On the mechanism of soot nucleation. II. E-bridge formation at the PAH bay
Author(s) -
A. S. Semenikhin,
A. S. Savchenkova,
I. V. Chechet,
С. Г. Матвеев,
Michael Frenklach,
Alexander M. Mebel
Publication year - 2020
Publication title -
physical chemistry chemical physics
Language(s) - English
Resource type - Journals
SCImago Journal Rank - 1.053
H-Index - 239
eISSN - 1463-9084
pISSN - 1463-9076
DOI - 10.1039/d0cp02554b
Subject(s) - chemistry , nucleation , acenaphthylene , dimer , pyrene , molecule , soot , mndo , zigzag , reaction mechanism , computational chemistry , ab initio , photochemistry , chemical physics , combustion , organic chemistry , catalysis , geometry , mathematics
A recently proposed mechanism of soot nucleation (M. Frenklach and A. M. Mebel, Phys. Chem. Chem. Phys., 2020, 22, 5314-5331) based upon the formation of a rotationally-activated dimer in the collision of an aromatic molecule and a radical leading to a stable, doubly-bonded E-bridge between them, rooted in the existence of a five-membered ring on the molecule edge, has been further investigated with a focus on the 5-6 E-bridge forming in the reaction of a PAH cyclopenta group with a bay site of another PAH. As a prototype reaction of this kind, we examined the reaction between 4-phenanthrenyl and acenaphthylene and, to project these results to larger aromatic structures, we also explored the size effect of the E-bridge forming reactions by computing the 1-naphthyl + acenaphthylene system and comparing these results with the prior results for pyrenyl + acepyrene. The two systems have been studied through high-level G3(MP2,CC)//B3LYP/6-311G(d,p) ab initio calculations of their potential energy surfaces combined with the RRKM/Master Equation calculations of reaction rate constants. With PAH monomers of similar sizes involved, the formation of E-bridge structures at the bay radical sites appeared to be faster and lead to increased nucleation rates as compared to the zigzag-forming ones. A model combining both the bay and zigzag rotationally-induced formation of E-bridges successfully reaches the level of nucleation fluxes comparable to those of the irreversible pyrene dimerization, thus affirming the rotationally-activated dimerization as a feasible mechanism for soot particle nucleation.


_Task_: Show, from the records below, all lines that contain the word "Yellow".

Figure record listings
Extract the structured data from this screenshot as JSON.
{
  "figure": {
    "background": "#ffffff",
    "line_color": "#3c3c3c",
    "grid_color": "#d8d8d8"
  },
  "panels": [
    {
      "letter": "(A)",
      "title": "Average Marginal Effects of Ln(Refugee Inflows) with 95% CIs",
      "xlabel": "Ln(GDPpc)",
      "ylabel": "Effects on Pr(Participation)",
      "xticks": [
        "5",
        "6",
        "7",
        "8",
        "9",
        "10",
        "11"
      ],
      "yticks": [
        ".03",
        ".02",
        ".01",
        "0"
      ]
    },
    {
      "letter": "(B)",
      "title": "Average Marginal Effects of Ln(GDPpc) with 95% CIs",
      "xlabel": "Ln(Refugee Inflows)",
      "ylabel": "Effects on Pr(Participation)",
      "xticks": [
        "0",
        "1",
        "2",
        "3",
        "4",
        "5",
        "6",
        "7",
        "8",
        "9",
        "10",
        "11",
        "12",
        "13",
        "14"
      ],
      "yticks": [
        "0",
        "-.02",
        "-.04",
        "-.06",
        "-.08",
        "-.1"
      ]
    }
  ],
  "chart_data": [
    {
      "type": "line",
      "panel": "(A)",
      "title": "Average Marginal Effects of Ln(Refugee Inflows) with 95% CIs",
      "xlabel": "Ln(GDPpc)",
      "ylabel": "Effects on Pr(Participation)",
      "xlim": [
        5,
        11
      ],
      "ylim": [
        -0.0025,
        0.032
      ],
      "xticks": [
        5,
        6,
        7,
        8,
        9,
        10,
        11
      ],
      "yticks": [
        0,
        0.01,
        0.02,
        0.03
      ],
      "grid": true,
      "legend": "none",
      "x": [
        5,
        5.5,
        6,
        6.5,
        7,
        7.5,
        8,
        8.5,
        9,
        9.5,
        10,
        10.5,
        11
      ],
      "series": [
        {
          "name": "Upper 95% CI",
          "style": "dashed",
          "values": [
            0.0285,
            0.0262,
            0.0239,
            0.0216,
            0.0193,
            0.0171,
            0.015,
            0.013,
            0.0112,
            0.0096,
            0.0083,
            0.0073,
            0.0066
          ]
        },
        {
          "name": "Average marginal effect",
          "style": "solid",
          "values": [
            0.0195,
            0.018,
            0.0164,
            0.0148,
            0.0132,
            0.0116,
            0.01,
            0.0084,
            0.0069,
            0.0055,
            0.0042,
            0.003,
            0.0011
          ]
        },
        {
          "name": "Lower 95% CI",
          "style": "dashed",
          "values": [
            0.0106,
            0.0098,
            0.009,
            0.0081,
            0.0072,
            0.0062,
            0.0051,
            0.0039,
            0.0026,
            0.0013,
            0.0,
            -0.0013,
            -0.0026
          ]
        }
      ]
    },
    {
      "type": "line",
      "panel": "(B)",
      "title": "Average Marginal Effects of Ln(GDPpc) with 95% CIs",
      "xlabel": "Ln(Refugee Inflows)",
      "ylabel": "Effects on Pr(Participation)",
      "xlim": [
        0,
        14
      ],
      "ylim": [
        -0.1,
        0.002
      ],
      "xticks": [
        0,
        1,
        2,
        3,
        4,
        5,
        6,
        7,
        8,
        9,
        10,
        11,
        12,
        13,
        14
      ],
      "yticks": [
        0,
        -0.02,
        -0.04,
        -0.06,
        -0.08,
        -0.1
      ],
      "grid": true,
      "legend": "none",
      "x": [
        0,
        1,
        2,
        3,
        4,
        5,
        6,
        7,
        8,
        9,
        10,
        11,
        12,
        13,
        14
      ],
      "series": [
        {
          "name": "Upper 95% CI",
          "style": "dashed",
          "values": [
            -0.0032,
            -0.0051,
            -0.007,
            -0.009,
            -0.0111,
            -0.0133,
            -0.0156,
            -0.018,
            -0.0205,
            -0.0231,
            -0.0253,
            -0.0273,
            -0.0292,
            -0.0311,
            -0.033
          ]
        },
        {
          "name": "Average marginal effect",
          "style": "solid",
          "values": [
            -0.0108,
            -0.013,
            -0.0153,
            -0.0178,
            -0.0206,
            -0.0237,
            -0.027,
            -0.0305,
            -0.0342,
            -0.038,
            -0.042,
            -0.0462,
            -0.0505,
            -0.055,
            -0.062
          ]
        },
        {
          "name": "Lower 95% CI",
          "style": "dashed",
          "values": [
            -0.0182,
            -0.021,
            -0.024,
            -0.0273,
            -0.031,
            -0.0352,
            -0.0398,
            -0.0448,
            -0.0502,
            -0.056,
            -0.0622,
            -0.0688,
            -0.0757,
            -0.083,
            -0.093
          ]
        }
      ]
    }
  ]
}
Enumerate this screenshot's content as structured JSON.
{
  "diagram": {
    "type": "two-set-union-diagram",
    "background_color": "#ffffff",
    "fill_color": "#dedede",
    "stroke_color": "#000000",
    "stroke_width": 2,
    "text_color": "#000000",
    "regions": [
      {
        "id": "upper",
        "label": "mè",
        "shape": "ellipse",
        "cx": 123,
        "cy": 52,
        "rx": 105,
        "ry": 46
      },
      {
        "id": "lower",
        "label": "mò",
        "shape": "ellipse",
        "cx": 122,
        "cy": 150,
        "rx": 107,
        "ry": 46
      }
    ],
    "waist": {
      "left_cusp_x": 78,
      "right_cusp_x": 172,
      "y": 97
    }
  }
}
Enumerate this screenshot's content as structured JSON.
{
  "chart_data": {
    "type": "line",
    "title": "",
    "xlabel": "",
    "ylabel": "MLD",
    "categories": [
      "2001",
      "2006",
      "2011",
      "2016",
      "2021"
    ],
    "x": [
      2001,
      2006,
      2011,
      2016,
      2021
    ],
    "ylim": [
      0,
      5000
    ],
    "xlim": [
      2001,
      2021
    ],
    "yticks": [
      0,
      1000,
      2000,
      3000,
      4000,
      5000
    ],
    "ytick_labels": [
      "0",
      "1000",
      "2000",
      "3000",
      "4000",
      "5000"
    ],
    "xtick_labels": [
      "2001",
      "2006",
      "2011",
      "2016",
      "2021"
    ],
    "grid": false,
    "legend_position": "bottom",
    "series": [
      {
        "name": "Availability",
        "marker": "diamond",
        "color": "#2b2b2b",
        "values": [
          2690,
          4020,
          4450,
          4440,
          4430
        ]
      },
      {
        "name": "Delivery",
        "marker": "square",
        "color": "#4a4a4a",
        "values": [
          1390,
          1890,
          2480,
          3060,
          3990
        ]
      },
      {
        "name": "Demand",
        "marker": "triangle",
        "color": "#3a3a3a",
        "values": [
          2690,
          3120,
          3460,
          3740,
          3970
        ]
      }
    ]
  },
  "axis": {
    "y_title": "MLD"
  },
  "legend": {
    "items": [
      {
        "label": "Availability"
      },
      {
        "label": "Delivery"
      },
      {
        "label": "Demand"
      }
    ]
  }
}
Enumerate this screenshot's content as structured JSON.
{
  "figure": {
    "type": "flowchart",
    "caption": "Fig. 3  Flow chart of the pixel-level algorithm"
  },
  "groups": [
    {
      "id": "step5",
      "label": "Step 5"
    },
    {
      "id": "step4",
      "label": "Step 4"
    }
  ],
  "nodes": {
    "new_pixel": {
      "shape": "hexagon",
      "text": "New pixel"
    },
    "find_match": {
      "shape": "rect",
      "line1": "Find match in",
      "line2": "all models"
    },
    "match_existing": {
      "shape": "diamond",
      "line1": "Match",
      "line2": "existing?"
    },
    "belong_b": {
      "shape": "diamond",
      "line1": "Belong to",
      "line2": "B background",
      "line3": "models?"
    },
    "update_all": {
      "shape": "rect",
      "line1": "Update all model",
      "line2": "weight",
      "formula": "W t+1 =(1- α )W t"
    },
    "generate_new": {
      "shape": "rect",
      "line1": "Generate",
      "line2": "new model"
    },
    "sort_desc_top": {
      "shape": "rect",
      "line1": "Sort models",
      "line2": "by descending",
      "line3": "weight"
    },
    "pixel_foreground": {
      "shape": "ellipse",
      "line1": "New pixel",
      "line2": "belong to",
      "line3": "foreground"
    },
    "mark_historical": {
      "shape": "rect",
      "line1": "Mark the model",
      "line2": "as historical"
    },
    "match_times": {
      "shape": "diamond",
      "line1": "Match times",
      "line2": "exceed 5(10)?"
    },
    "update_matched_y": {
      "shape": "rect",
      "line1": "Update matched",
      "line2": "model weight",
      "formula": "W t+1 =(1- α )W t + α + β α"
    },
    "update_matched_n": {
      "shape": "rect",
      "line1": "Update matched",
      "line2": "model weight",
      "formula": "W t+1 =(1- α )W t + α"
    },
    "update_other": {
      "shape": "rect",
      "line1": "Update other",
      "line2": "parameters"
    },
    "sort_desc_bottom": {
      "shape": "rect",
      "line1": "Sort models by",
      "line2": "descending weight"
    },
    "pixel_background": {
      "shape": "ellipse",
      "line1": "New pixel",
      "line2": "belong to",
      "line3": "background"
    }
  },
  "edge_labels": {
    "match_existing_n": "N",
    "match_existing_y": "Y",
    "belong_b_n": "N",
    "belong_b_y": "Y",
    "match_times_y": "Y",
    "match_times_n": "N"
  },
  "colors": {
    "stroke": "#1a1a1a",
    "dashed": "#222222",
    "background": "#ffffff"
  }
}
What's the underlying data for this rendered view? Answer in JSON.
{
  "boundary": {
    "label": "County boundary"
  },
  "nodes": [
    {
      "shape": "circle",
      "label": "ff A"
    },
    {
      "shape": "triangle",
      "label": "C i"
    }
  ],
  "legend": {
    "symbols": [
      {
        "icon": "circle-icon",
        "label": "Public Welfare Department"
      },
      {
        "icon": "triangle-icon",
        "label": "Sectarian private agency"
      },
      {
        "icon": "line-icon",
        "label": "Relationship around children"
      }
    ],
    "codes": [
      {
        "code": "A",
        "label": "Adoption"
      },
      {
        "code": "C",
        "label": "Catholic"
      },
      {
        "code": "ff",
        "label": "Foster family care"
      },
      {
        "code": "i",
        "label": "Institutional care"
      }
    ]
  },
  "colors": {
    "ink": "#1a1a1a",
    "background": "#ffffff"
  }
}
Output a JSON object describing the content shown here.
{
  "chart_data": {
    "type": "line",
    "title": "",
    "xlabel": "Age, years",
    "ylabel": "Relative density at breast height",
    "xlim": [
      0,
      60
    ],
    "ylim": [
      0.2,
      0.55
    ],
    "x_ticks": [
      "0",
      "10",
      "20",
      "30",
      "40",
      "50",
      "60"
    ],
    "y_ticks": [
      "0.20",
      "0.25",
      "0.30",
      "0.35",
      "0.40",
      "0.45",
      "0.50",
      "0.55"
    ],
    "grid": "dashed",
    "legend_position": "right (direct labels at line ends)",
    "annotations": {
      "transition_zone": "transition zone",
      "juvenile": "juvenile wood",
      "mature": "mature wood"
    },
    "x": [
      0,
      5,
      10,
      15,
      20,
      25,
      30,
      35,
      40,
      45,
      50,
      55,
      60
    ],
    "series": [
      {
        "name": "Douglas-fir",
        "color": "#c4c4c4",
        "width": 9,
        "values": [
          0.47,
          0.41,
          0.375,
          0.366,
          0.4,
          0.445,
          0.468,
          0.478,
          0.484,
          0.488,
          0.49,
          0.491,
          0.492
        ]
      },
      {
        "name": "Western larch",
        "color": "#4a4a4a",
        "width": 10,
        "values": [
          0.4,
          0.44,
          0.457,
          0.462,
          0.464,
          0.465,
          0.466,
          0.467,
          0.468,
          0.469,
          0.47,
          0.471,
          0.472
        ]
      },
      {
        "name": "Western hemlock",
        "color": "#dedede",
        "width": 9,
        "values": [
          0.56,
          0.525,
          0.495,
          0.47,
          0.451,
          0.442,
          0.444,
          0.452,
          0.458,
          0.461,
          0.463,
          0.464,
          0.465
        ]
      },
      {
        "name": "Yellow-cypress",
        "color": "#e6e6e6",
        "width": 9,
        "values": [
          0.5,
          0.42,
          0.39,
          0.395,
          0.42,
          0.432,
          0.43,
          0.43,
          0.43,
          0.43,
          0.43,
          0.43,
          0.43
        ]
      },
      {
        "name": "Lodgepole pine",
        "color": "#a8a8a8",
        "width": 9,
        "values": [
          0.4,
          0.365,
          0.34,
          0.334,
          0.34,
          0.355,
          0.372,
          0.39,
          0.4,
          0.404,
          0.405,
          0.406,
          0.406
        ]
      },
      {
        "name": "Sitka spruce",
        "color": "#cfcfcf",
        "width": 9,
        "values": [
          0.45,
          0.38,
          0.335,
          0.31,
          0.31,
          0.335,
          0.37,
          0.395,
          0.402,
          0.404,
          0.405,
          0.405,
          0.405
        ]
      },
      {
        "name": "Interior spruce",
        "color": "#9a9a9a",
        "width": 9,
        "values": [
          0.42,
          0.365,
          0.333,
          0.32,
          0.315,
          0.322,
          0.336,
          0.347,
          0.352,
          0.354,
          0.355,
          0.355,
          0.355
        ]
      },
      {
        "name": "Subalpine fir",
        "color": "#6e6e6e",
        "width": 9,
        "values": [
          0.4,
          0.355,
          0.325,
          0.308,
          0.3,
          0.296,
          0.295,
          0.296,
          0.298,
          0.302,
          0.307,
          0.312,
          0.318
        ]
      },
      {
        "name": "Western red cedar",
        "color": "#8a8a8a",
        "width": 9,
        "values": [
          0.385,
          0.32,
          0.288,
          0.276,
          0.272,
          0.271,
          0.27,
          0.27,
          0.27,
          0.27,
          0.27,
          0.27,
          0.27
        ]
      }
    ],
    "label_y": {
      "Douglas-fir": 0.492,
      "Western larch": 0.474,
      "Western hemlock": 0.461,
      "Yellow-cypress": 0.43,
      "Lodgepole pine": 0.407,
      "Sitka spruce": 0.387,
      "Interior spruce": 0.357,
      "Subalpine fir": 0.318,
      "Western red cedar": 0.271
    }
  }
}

_Result_:
        "name": "Yellow-cypress",
      "Yellow-cypress": 0.43,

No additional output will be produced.